We endow a system of interacting particles with two distinct, local, Markovian, and reversible microscopic dynamics that both converge to the Boltzmann-Gibbs equilibrium of standard liquids. While the first, standard, one leads to glassy dynamics, we use field-theoretical techniques to show that the latter displays no sign of glassiness. The approximations we use, akin to the mode-coupling approximation, are famous for magnifying glassy aspects of the dynamics, supposedly through the neglect of activated events.
View Article and Find Full Text PDFPhys Rev E Stat Nonlin Soft Matter Phys
January 2014
We extend a previously proposed field-theoretic self-consistent perturbation approach for the equilibrium dynamics of the Dean-Kawasaki equation presented in [Kim and Kawasaki, J. Stat. Mech.
View Article and Find Full Text PDFJ Phys Chem B
November 2005
We investigate the equilibrium dynamics of our recently proposed toy model of dense fluid in the infinite damping limit. Contrary to naive expectation, the correlators involving the velocity-like variables do not quickly relax away. Instead, after a very fast transient relaxation, they exhibit rather slow relaxations due to the coupling to the density-like variable.

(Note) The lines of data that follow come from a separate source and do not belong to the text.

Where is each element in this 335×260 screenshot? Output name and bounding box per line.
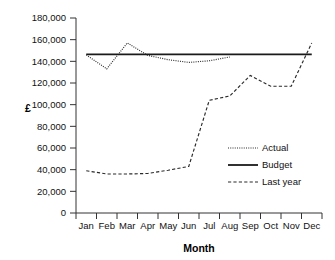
x-axis-title: Month bbox=[183, 242, 215, 254]
y-axis: 020,00040,00060,00080,000100,000120,0001… bbox=[32, 12, 76, 218]
x-tick-label: Apr bbox=[140, 220, 155, 231]
y-axis-title: £ bbox=[25, 102, 31, 114]
x-axis: JanFebMarAprMayJunJulAugSepOctNovDec bbox=[76, 213, 322, 231]
legend-label-budget: Budget bbox=[262, 159, 292, 170]
y-tick-label: 180,000 bbox=[32, 12, 66, 23]
chart-legend: ActualBudgetLast year bbox=[228, 142, 301, 187]
x-tick-label: Jan bbox=[79, 220, 94, 231]
y-tick-label: 40,000 bbox=[37, 164, 66, 175]
y-tick-label: 140,000 bbox=[32, 56, 66, 67]
y-tick-label: 80,000 bbox=[37, 121, 66, 132]
x-tick-label: Jul bbox=[203, 220, 215, 231]
x-tick-label: Sep bbox=[242, 220, 259, 231]
y-tick-label: 20,000 bbox=[37, 186, 66, 197]
x-tick-label: May bbox=[159, 220, 177, 231]
data-series-group bbox=[86, 43, 312, 174]
x-tick-label: Nov bbox=[283, 220, 300, 231]
y-tick-label: 160,000 bbox=[32, 34, 66, 45]
series-line-last-year bbox=[86, 43, 312, 174]
x-tick-label: Jun bbox=[181, 220, 196, 231]
y-tick-label: 120,000 bbox=[32, 77, 66, 88]
series-line-actual bbox=[86, 43, 230, 69]
x-tick-label: Mar bbox=[119, 220, 135, 231]
chart-canvas: 020,00040,00060,00080,000100,000120,0001… bbox=[0, 0, 335, 260]
x-tick-label: Dec bbox=[303, 220, 320, 231]
x-tick-label: Feb bbox=[99, 220, 115, 231]
legend-label-actual: Actual bbox=[262, 142, 288, 153]
x-tick-label: Oct bbox=[263, 220, 278, 231]
x-tick-label: Aug bbox=[221, 220, 238, 231]
y-tick-label: 60,000 bbox=[37, 142, 66, 153]
line-chart: 020,00040,00060,00080,000100,000120,0001… bbox=[0, 0, 335, 260]
y-tick-label: 100,000 bbox=[32, 99, 66, 110]
legend-label-last-year: Last year bbox=[262, 176, 301, 187]
y-tick-label: 0 bbox=[61, 207, 66, 218]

View Article and Find Full Text PDFPhys Rev E Stat Nonlin Soft Matter Phys
January 2004
We study a system with a weak, long-ranged repulsive Kac-type step-function interaction within the framework of a replicated effective phi(4) theory. The occurrence of extensive configurational entropy or an exponentially large number of metastable minima in the free energy (characteristic of a glassy state), is demonstrated. The underlying mechanism of mesoscopic patterning and defect organizations is discussed.